Student Question
How did the speaker's past historical events impact her text in "Daddy"?
Quick answer:
The speaker's past historical events significantly impact her narrative by intertwining personal trauma with broader historical imagery. Her relationship with her father, depicted as a Nazi figure, reflects a struggle between survivor and perpetrator. This dynamic is expressed through Holocaust imagery, symbolizing her emotional entrapment and violation. The poem's declaration of severance, marked by phrases like "I'm through," indicates her need to confront and overcome this past to progress, shaping the text's development.
The wording of the question is really fascinating. It helps to bring out the layers of intricacy within the poem. On one hand, the speaker's own past with her father is highly significant to the poem, casting a very profound impact on it. The speaker feels trapped by the weight of her past relationship with her father. It is to this end that the speaker feels the need to confront the ghost, resurrecting the dead in order to kill it in a manner of speaking. It is not necessarily surprising that the events of their own relationship relate to that of the father being a Nazi and the speaker, the daughter, being Jewish. In this paradigm, there is a connection between both in which the survivor must confront the perpetrator, the person primarily responsible for evil. In the poem, one image which speaks to the historical weight of events in the past is the idea of a father who "bit my pretty red heart in two." Another similar image was the "tongue stuck in my jaw" and the "barb wire snare." In evoking Holocaust based imagery, Plath seeks to develop the idea of how the historical events of the protagonist's relationship with her father has created such an impact that the poem, itself, is a declaration of severance. This helps to bring out how much of a violation there was in the relationship between father and daughter, and this helps to create a very weighty impact in the development of the poem. In the articulation of "I'm through" there is the revelation that there can only be some hope of progress when there is a symbolic assassination of the malevolent force. In this, there is a clear statement that the speaker's own historical events, the weight of her past, impacts the development of her narrative and her text.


§ INSTRUCTIONS TO FOLLOW:
Take the records underneath and set them down exactly.

(Extracts from a graphics dataset)
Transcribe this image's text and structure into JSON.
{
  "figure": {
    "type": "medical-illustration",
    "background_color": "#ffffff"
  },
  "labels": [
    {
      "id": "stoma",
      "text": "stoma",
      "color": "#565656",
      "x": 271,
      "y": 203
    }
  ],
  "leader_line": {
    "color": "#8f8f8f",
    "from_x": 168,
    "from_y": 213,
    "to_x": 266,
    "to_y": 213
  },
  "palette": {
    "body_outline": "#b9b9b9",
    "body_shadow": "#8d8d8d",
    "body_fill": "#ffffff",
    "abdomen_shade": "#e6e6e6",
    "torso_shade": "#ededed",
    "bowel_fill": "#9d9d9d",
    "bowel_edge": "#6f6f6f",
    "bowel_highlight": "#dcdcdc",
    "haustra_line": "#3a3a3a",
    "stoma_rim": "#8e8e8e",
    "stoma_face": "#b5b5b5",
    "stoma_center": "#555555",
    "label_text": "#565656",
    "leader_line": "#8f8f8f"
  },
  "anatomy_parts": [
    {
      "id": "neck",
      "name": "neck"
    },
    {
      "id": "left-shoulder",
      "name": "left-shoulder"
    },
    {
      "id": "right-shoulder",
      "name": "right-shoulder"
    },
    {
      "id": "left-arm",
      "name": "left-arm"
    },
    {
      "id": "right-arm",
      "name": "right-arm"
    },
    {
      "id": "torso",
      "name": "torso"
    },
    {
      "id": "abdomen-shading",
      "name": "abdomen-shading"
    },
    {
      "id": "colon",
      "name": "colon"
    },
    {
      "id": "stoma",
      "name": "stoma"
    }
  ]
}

§ RESPONSE BELOW:
Transcribe this image's text and structure into JSON.
{
  "figure": {
    "type": "medical-illustration",
    "background_color": "#ffffff"
  },
  "labels": [
    {
      "id": "stoma",
      "text": "stoma",
      "color": "#565656",
      "x": 271,
      "y": 203
    }
  ],
  "leader_line": {
    "color": "#8f8f8f",
    "from_x": 168,
    "from_y": 213,
    "to_x": 266,
    "to_y": 213
  },
  "palette": {
    "body_outline": "#b9b9b9",
    "body_shadow": "#8d8d8d",
    "body_fill": "#ffffff",
    "abdomen_shade": "#e6e6e6",
    "torso_shade": "#ededed",
    "bowel_fill": "#9d9d9d",
    "bowel_edge": "#6f6f6f",
    "bowel_highlight": "#dcdcdc",
    "haustra_line": "#3a3a3a",
    "stoma_rim": "#8e8e8e",
    "stoma_face": "#b5b5b5",
    "stoma_center": "#555555",
    "label_text": "#565656",
    "leader_line": "#8f8f8f"
  },
  "anatomy_parts": [
    {
      "id": "neck",
      "name": "neck"
    },
    {
      "id": "left-shoulder",
      "name": "left-shoulder"
    },
    {
      "id": "right-shoulder",
      "name": "right-shoulder"
    },
    {
      "id": "left-arm",
      "name": "left-arm"
    },
    {
      "id": "right-arm",
      "name": "right-arm"
    },
    {
      "id": "torso",
      "name": "torso"
    },
    {
      "id": "abdomen-shading",
      "name": "abdomen-shading"
    },
    {
      "id": "colon",
      "name": "colon"
    },
    {
      "id": "stoma",
      "name": "stoma"
    }
  ]
}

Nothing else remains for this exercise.